To resist this collapse, the levels must be kept distinct:

  • music as value

  • notation as semiotic reconstitution

  • theory as semiotic operation on that reconstitution


7. From Reconstitution to Abstraction

With theory, the relation between value and meaning has moved yet further from the immediacy of co-instantiation.

  • In song, value and meaning are anchored in the same event

  • In notation, value is reconstituted as a semiotic system of potential

  • In theory, meaning operates on that system, producing abstractions over abstractions

The coupling is now mediated at two removes from the original value system. What is gained is a powerful capacity for generalisation, comparison, and invention. What is lost is any direct relation to music as coordinated event.


8. The Limits of Theory

None of this diminishes the importance of music theory. On the contrary, it clarifies its function.

Theory does not tell us what music is. It tells us:

  • how music has been construed

  • how those construals can be systematised

  • how they can be extended and transformed

Its domain is not value, but meaning—specifically, meaning about meaning derived from value.

To treat theory as foundational is to invert the order of dependence. Theory depends on notation; notation depends on the reconstitution of value; and value itself remains prior to both.


9. The Next Transformation

If second-order coupling represents the operation of meaning upon its own derived structures, the question arises: what happens when meaning does not merely operate on value, but seeks to organise and regulate it?

This is not the domain of music, but of other social formations—religion, ideology, nationalism—where symbolic systems often claim authority over coordinated practice.

There, the coupling shifts again: from co-instantiation and reconstitution to dominance.

It is to this form of coupling that we now turn.

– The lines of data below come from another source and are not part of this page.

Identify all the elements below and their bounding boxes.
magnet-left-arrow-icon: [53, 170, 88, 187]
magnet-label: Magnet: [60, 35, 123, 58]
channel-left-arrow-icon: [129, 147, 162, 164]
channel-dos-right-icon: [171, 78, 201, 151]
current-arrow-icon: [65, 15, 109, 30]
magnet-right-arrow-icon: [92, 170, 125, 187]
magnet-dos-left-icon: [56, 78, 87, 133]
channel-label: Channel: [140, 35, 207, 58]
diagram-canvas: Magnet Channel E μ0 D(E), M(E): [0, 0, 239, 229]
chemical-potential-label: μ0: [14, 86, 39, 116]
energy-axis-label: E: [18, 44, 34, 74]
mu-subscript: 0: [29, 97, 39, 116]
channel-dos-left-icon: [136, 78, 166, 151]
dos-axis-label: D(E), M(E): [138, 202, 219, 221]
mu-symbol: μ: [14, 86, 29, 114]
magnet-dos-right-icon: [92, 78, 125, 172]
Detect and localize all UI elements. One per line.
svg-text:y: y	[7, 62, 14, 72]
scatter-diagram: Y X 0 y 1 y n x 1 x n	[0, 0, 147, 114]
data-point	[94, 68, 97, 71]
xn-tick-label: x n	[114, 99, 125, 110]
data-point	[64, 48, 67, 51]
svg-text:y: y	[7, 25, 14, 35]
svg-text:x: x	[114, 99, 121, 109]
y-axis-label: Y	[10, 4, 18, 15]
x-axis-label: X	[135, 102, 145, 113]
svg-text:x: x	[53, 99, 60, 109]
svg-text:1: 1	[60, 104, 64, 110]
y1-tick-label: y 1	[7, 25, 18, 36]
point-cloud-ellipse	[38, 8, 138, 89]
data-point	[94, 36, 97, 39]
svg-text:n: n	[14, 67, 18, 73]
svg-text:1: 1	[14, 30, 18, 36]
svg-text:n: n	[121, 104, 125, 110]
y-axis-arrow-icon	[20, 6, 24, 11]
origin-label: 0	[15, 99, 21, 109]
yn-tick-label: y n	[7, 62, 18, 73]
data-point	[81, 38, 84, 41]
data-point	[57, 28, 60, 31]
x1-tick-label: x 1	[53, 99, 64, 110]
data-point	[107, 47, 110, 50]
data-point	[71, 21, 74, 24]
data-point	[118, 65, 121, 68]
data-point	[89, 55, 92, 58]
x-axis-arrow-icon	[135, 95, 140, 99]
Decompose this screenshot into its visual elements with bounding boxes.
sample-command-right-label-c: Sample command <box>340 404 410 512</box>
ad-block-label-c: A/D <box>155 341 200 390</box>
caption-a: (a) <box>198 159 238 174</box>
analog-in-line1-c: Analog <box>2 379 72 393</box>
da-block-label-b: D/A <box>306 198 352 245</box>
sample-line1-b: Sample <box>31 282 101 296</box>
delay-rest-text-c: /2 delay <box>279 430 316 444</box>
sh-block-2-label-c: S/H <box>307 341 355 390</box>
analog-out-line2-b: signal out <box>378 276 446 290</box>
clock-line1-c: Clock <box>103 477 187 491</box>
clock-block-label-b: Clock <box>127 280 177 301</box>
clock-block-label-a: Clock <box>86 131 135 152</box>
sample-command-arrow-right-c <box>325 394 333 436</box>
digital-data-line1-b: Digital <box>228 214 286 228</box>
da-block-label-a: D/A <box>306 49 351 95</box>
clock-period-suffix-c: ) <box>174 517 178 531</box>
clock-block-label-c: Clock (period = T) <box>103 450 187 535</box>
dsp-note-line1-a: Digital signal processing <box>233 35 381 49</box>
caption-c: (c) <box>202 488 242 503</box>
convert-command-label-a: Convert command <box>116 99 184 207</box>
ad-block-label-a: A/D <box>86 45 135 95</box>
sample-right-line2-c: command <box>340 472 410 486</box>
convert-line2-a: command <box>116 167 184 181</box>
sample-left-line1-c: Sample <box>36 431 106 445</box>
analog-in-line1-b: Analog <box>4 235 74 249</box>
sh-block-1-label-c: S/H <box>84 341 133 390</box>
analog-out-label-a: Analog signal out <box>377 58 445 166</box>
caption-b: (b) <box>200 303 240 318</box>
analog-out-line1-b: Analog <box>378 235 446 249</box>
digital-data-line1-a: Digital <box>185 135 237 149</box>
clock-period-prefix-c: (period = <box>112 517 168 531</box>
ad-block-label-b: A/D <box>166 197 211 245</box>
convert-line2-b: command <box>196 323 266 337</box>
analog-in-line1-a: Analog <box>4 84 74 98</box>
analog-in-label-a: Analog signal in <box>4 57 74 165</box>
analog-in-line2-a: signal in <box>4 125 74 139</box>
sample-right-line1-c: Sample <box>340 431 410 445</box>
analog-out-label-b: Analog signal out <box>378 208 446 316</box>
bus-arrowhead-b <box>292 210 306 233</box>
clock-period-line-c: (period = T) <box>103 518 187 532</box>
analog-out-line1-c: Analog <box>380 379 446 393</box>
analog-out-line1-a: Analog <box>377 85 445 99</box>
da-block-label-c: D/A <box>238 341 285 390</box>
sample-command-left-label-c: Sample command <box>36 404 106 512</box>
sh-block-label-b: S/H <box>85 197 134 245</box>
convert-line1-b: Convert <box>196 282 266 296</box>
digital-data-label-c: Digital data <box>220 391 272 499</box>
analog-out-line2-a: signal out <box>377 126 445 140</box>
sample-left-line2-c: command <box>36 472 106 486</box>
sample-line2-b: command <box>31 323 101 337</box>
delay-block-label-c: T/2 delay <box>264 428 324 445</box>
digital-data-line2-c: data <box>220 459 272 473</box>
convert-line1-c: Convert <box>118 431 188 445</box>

Music theory stands at a peculiar distance from its object. It is neither within music as value, nor simply alongside it. It operates in a space opened by the reconstitution of music under semiotic construal—a space in which meaning can turn back upon itself and generate systems of increasing abstraction.

This reflexivity is powerful. It enables entire domains of analysis, pedagogy, and composition. But it also carries a risk: that the products of second-order coupling come to be mistaken for the ground from which they arise.

To hold the distinction is not to diminish theory, but to situate it precisely within the broader field of relations between value and meaning.